The final, formatted version of the article will be published soon.

    Optical Coherence Tomography Angiography (OCTA) is a cutting-edge imaging technique that captures retinal capillaries at micrometer resolution using optical instrument. Accurate segmentation of retinal vasculature is essential for eye-related diseases measurement and diagnosis. However, noise and artifacts from different imaging instruments can interfere with segmentation, and most existing deep learning models struggle with segmenting small vessels and capturing low-dimensional structural information. These challenges typically results in less precise segmentation performance. Therefore, we propose a novel and robust Dual-stream Disentangled Network (D2Net) for retinal OCTA microvascular segmentation. Specifically, the D2Net includes a dual-stream encoder that separately learns image artifacts and latent vascular features. By introducing vascular structure as a prior constraint and constructing auxiliary information, the network achieves disentangled representation learning, effectively minimizing the interference of noise and artifacts. The introduced vascular structure prior includes lowdimensional neighborhood energy from the Distance Correlation Energy (DCE) module, which helps to better perceive the structural information of continuous vessels. To precisely evaluate our method on small vessels, we delicately establish OCTA microvascular labels by performing comprehensive and detailed annotations on the FOCA dataset, which includes data collected from different instruments, and evaluated the proposed method. Experimental results demonstrate that the proposed D2Net effectively mitigates the challenges of microvasculature region recognition caused by noise and artifacts. The method achieves more refined segmentation performance.In addition, we validated the performance of D2Net on four OCTA datasets (OCTA-500, ROSE-O, ROSE-Z, and ROSE-H) acquired using different instruments, demonstrating its robustness and generalization capabilities in retinal vessel segmentation compared to other state-of-the-art methods.

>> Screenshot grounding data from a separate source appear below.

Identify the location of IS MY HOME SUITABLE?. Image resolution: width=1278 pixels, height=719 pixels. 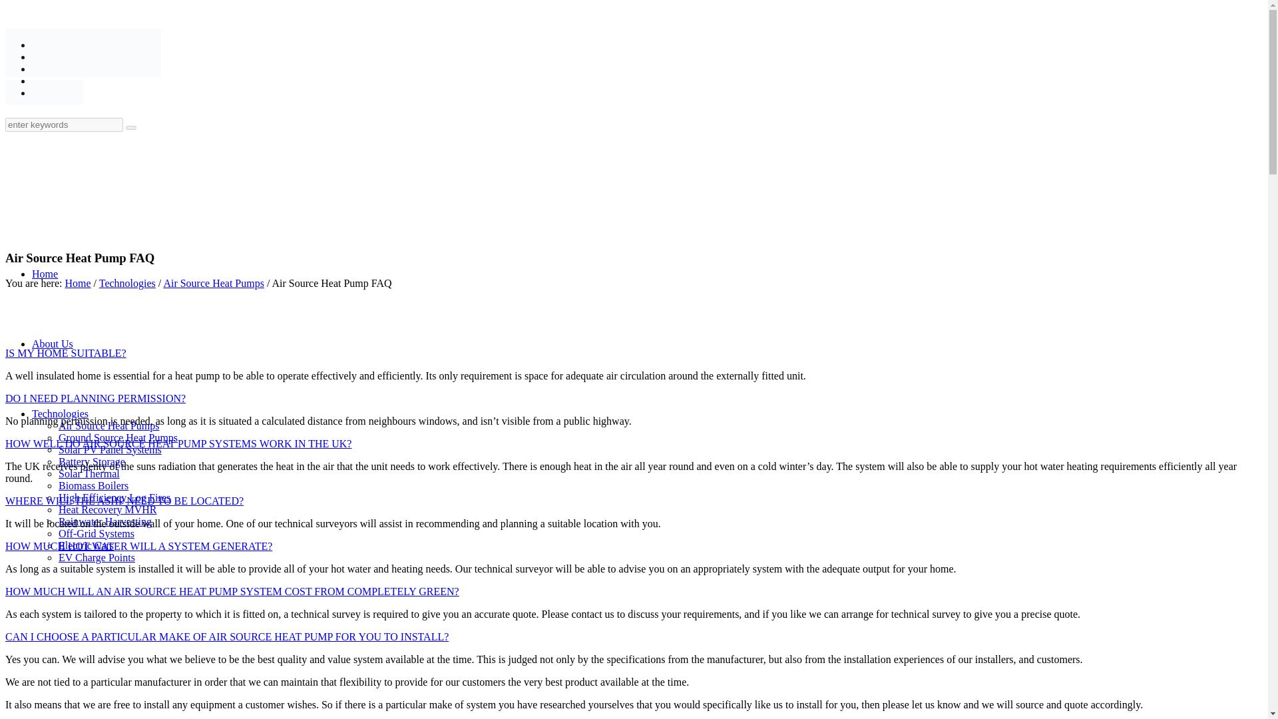
(65, 353).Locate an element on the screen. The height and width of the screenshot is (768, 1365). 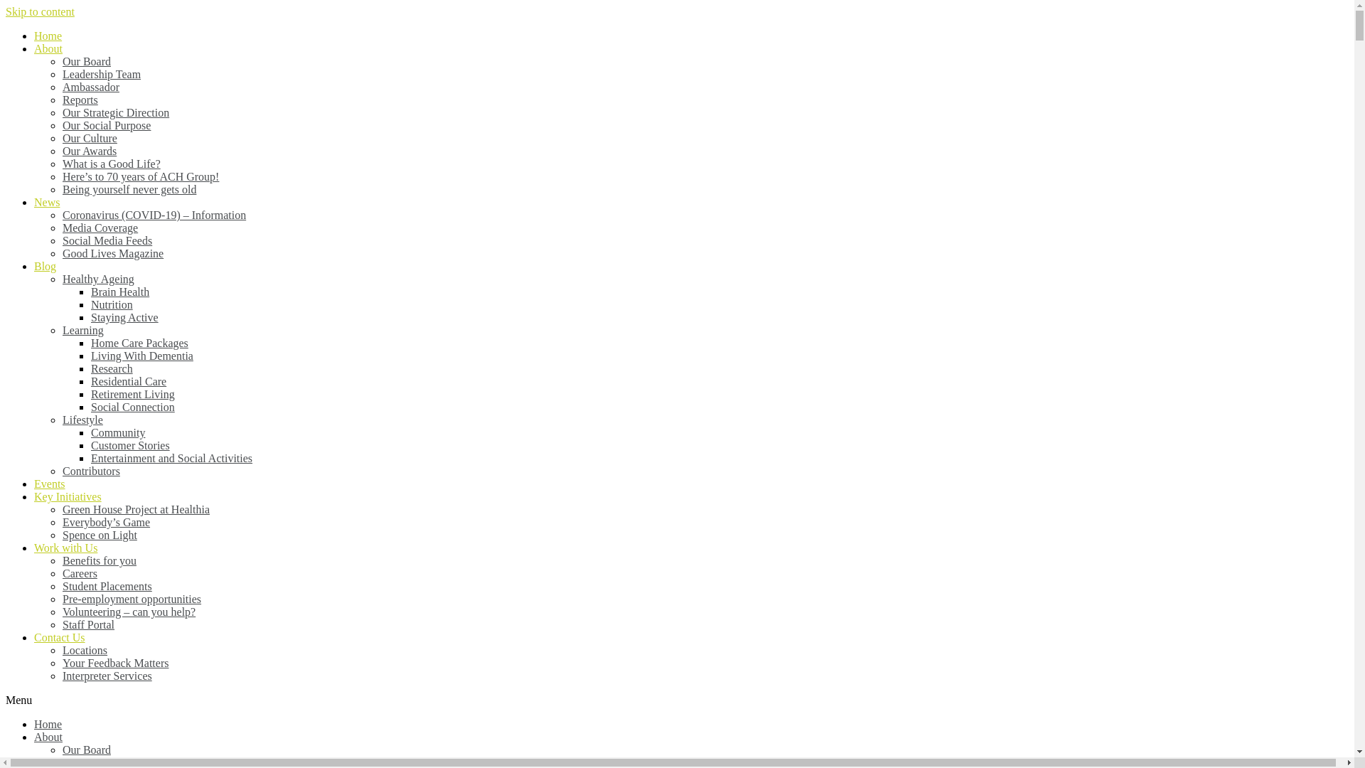
Blog is located at coordinates (46, 266). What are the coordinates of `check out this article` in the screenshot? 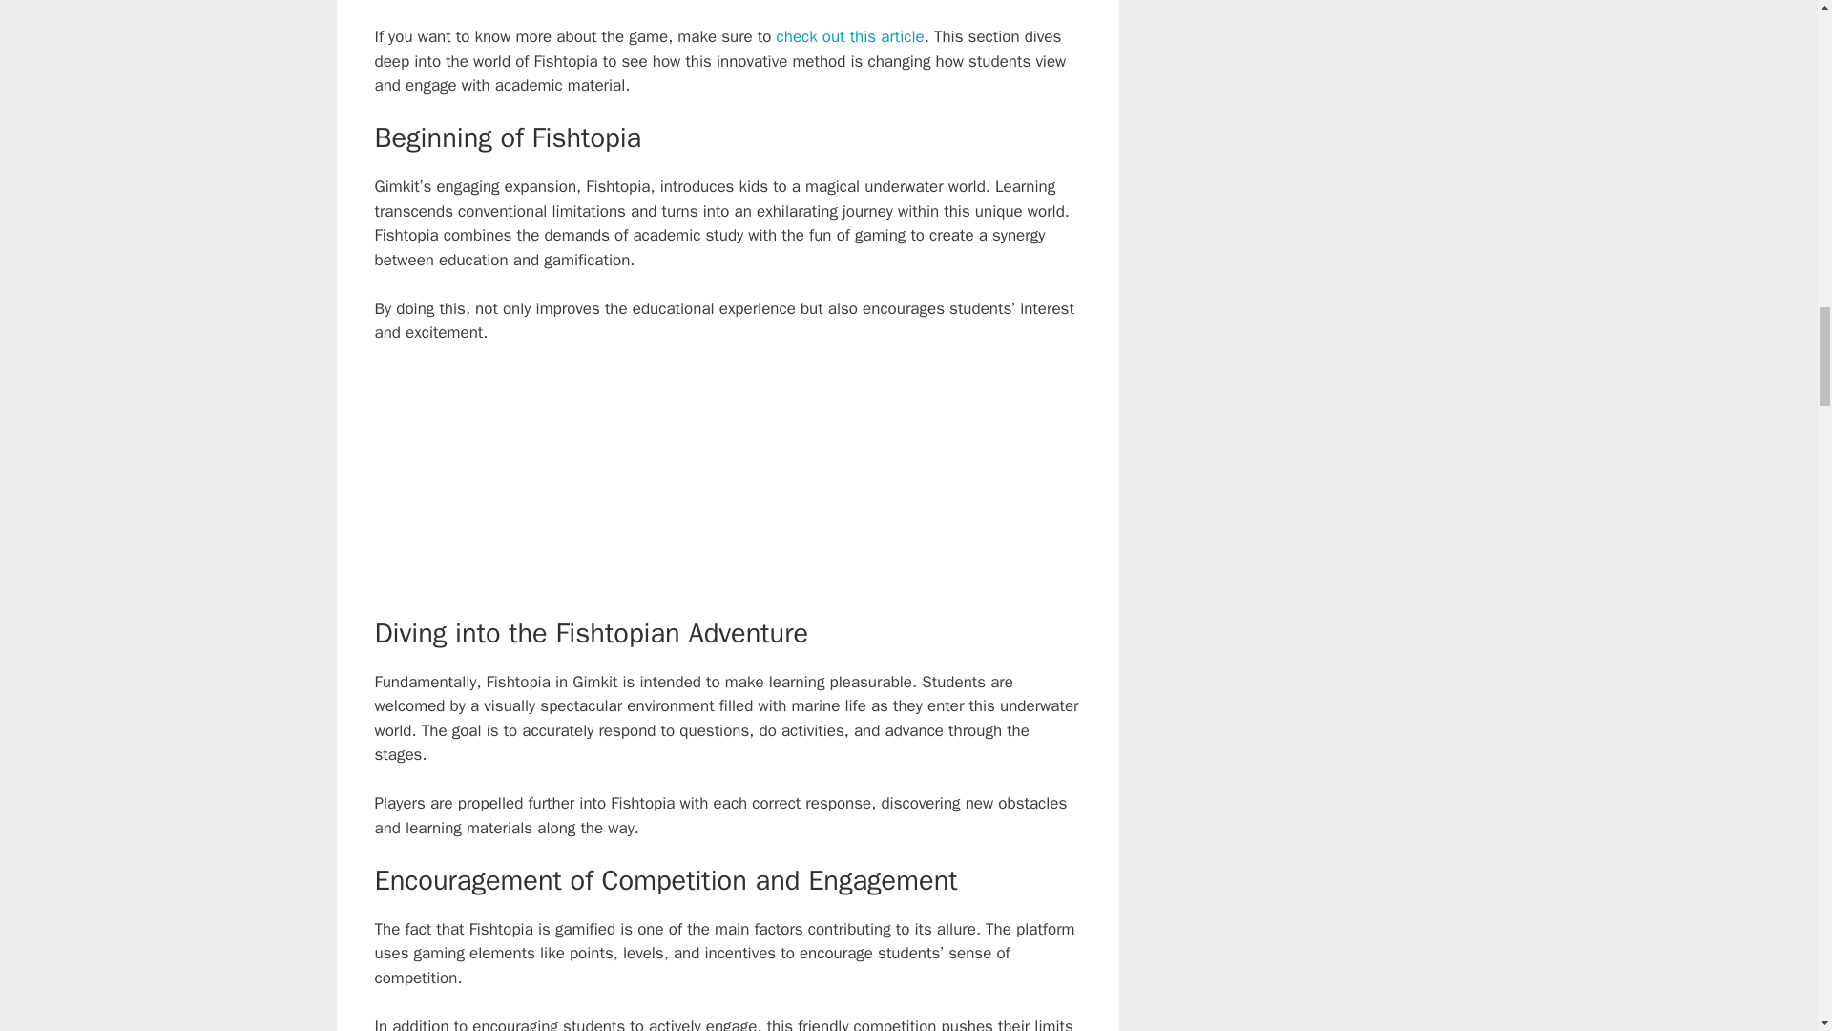 It's located at (851, 36).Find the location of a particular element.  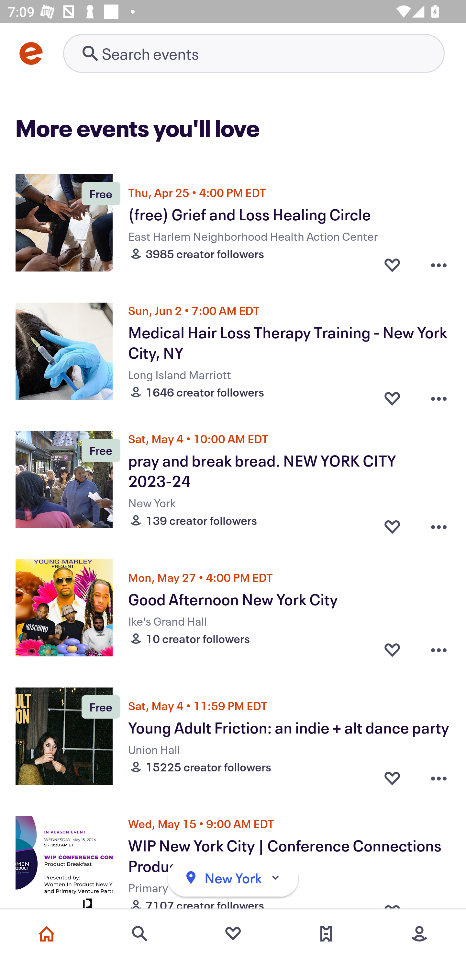

Search events is located at coordinates (140, 933). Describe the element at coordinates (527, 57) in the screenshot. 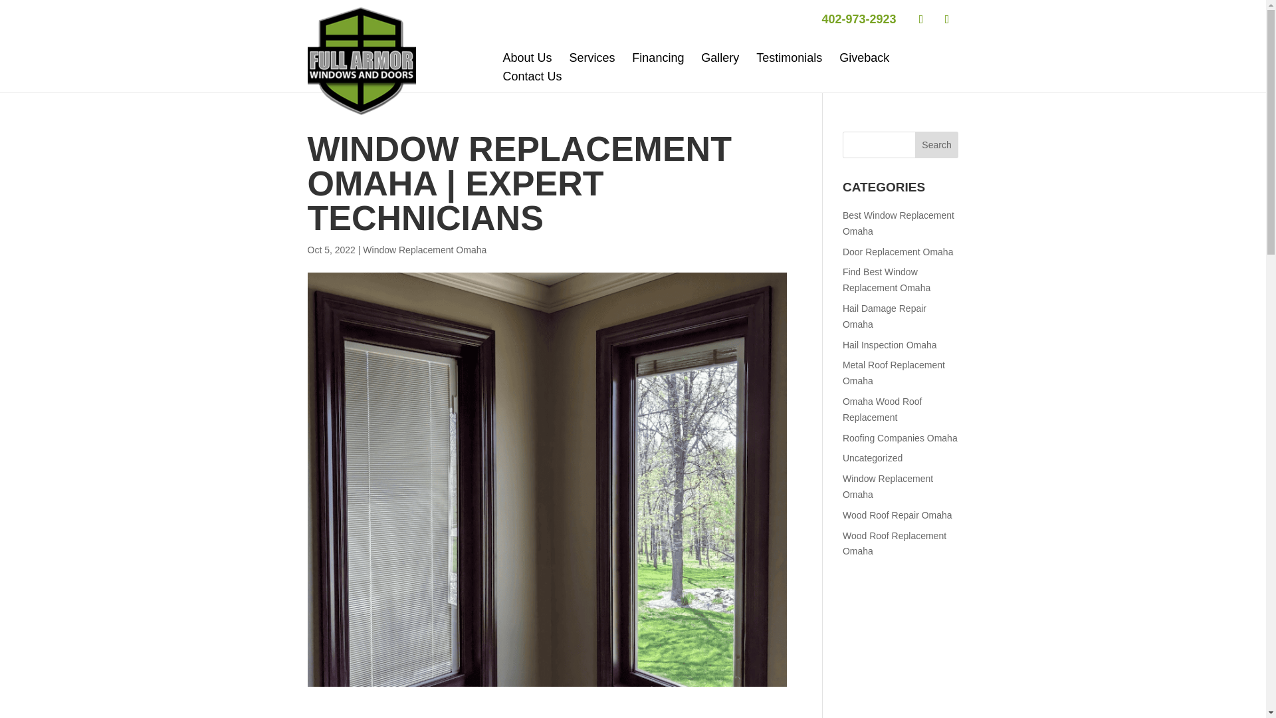

I see `About Us` at that location. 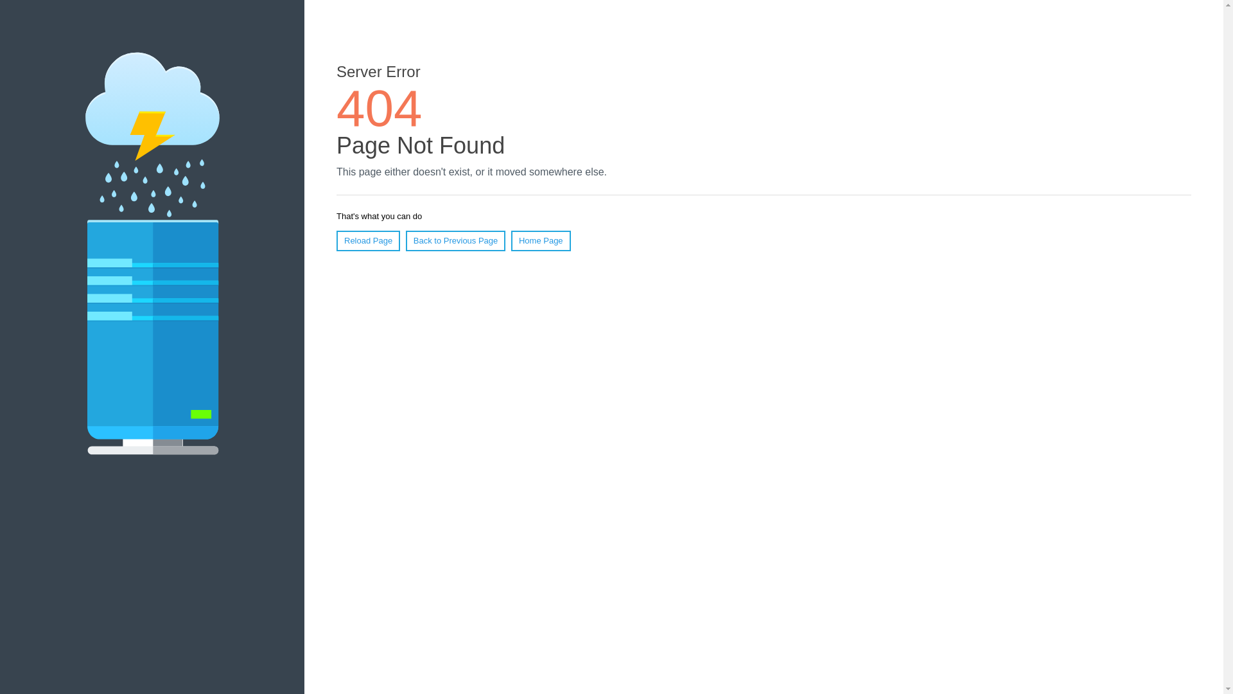 What do you see at coordinates (541, 241) in the screenshot?
I see `Home Page` at bounding box center [541, 241].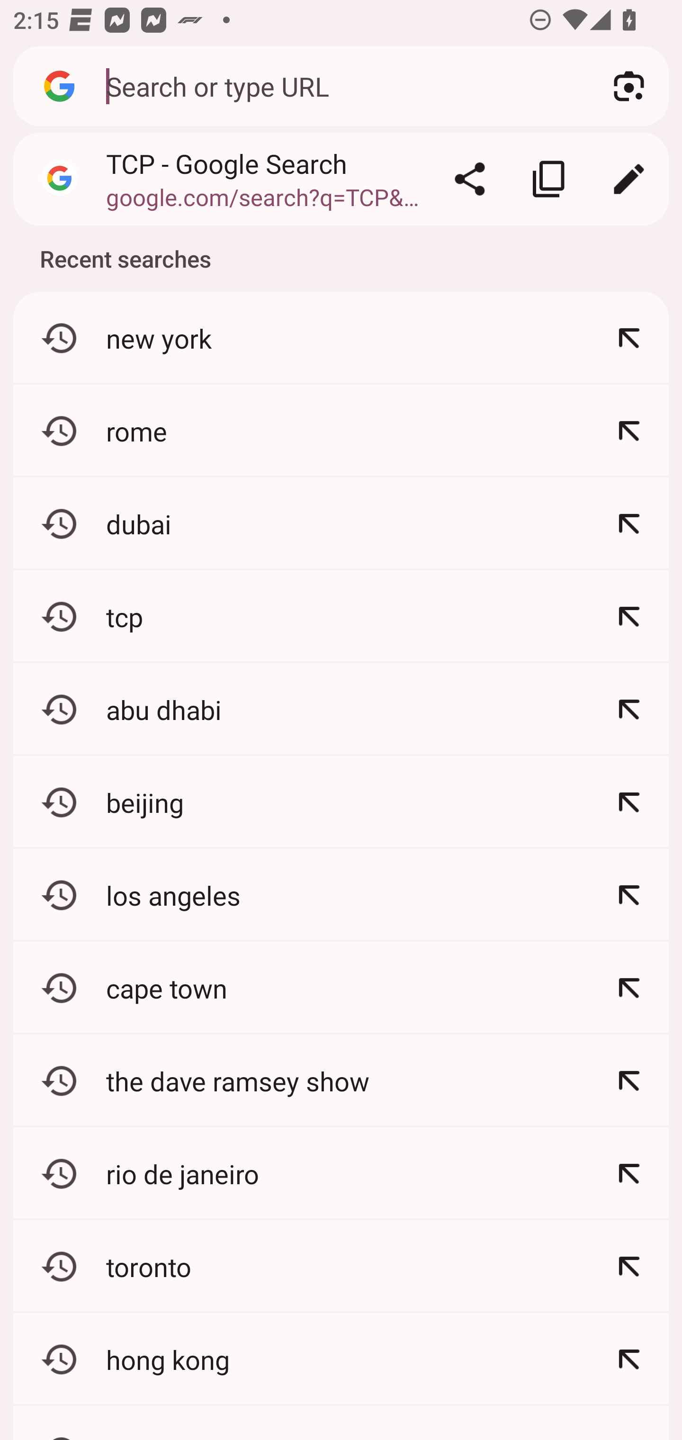  I want to click on Refine: hong kong, so click(629, 1359).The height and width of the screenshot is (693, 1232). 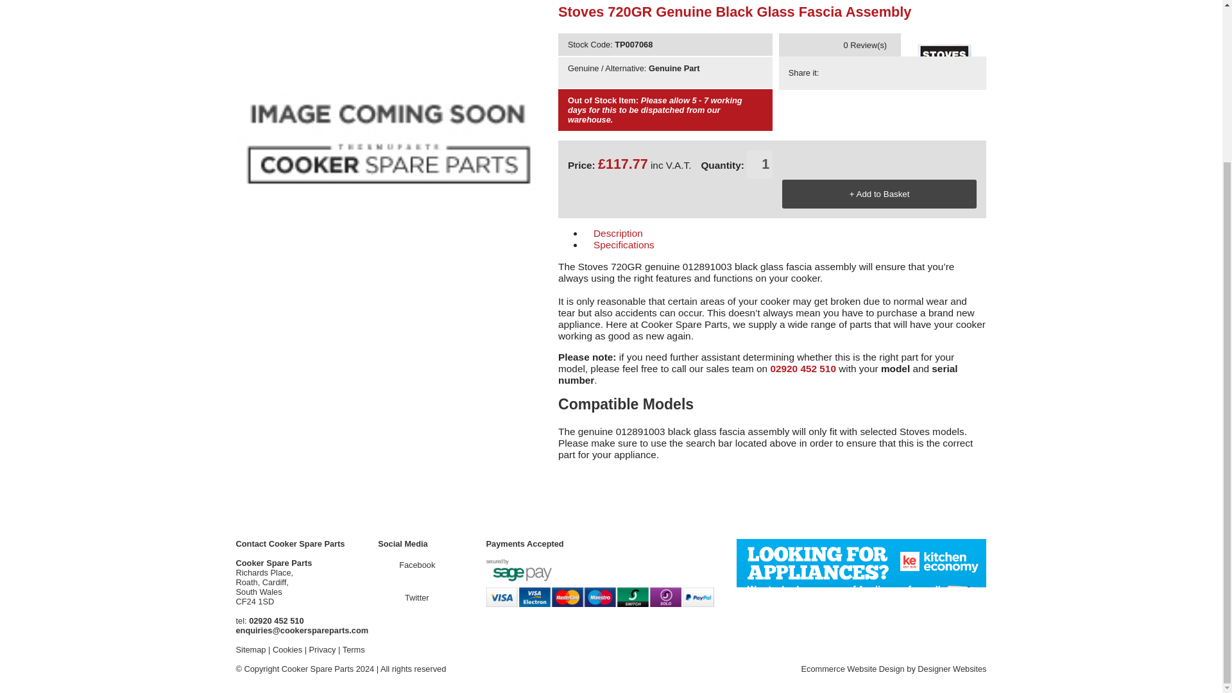 I want to click on 02920 452 510, so click(x=276, y=621). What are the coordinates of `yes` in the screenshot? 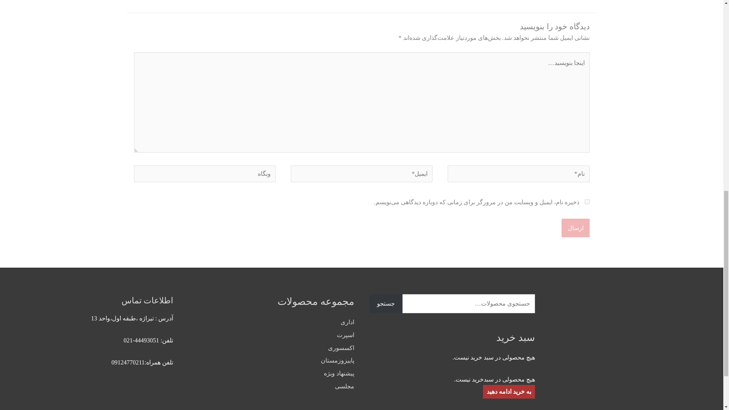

    Keywords: OCTA, cross-instruments, microvascular segmentation, vessel measurements, Disentanglement

    Received: 10 Dec 2024; Accepted: 08 Jan 2025.

    Copyright: © 2025 Hu, Hao, Zhao and Zhang. This is an open-access article distributed under the terms of the Creative Commons Attribution License (CC BY). The use, distribution or reproduction in other forums is permitted, provided the original author(s) or licensor are credited and that the original publication in this journal is cited, in accordance with accepted academic practice. No use, distribution or reproduction is permitted which does not comply with these terms.

    * Correspondence:
    Yitian Zhao, Laboratory of Advanced Theranostic Materials and Technology, Ningbo Institute of Materials Technology and Engineering, Chinese Academy of Sciences,, Ningbo, Zhejiang Province, China
    Jiong Zhang, Laboratory of Advanced Theranostic Materials and Technology, Ningbo Institute of Materials Technology and Engineering, Chinese Academy of Sciences,, Ningbo, Zhejiang Province, China

    Disclaimer: All claims expressed in this article are solely those of the authors and do not necessarily represent those of their affiliated organizations, or those of the publisher, the editors and the reviewers. Any product that may be evaluated in this article or claim that may be made by its manufacturer is not guaranteed or endorsed by the publisher.